More generally, in whatever fashion minimal social interactions may trade off against close relationships, it seems to me that a discipline concerned with social skills and social behavior probably ought to know more than we appear to about minimal social interactions and their collective role in happiness and well being. This seems a fertile area for future behavioral research, but a good start is catching up on the existing work in this area, hence Postscripts 1 and 2 below.
Postscript 1
Quick and casual introductions to the concept of minimal social interactions:
- National Public Radio: “Why a stranger’s hello can do more than just brighten your day“
- The Atlantic: “The surprising benefits of talking to strangers“
Postscript 2
Gillian Sandstrom’s research on minimal social interactions
Postscript 3: A connection to burnout?
Last year I wrote on the growing problem of burnout among applied behavior analysts. The present topic could well be relevant to that problem. Consider that a widely-acknowledged contributor to burnout is ratio strain — having too much to do in too little time, something that happens frequently in a lot of practices, especially some operated by investors who have no particular passion for ABA (or concern for the well being of practitioners).
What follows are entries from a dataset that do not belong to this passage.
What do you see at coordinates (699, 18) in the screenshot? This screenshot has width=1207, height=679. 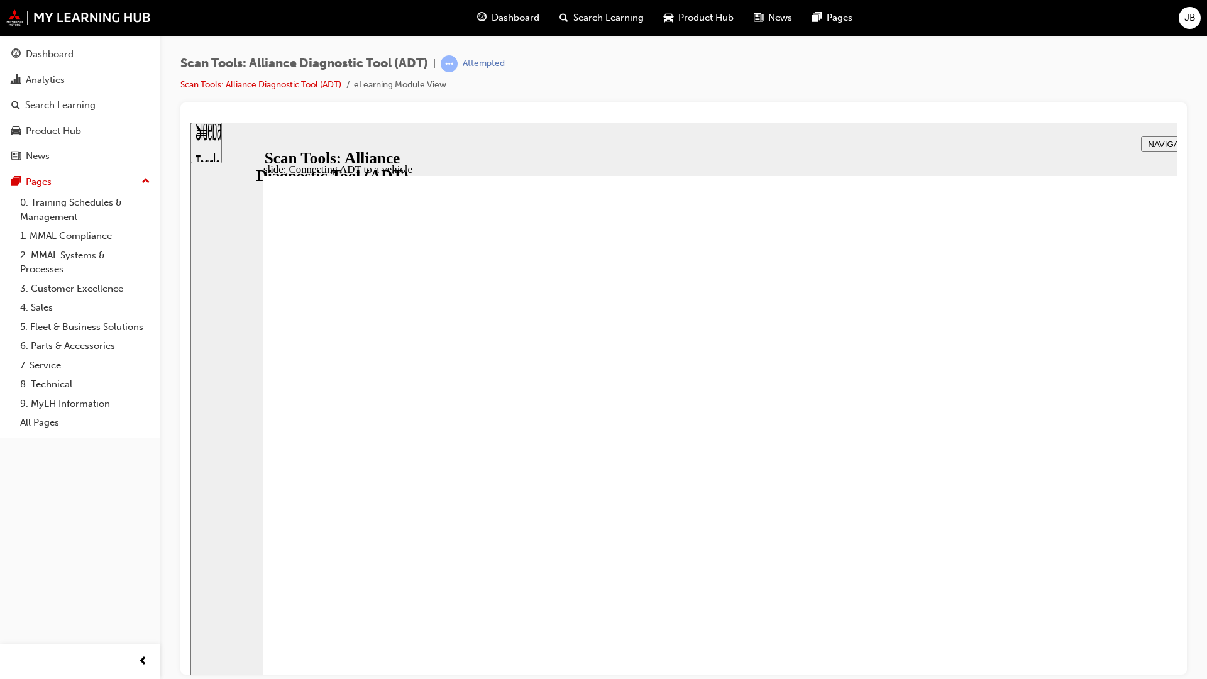 I see `a: car-iconProduct Hub` at bounding box center [699, 18].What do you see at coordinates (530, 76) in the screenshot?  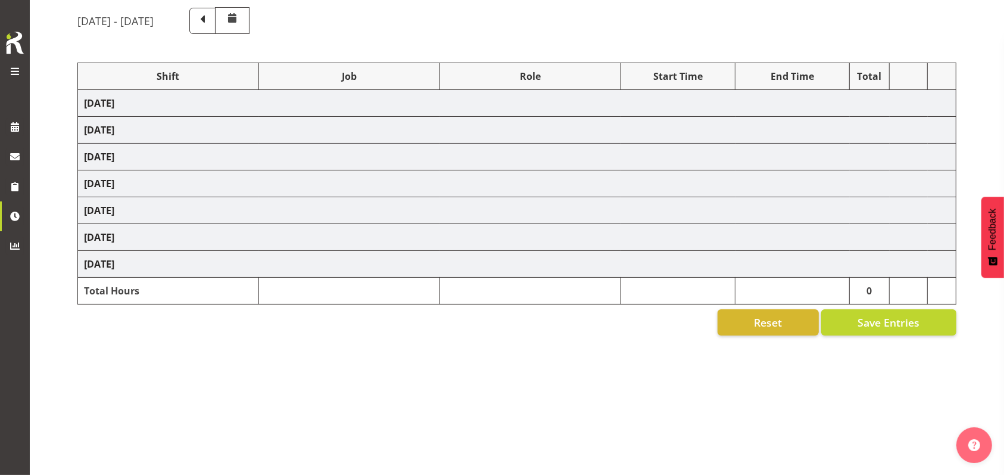 I see `div: Role` at bounding box center [530, 76].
As the client list grows longer and days remain the same length, what gets crowded out? I’m guessing that among the casualties are pleasant minimal interactions with co-workers and clients. Not only that, but when people leave work exhausted they may lack the energy for activities that provide access to additional minimal interactions — going out to eat or taking walks in the park or hitting the gym whatever. If the equation for burnout includes too much work and too little reinforcement, then to properly characterize the problem we must consider not just the Big Reinforcers, like pay and job advancement, but all sources. If I’m right, then a workplace that programs for frequent minimal social interactions could well inoculate against burnout.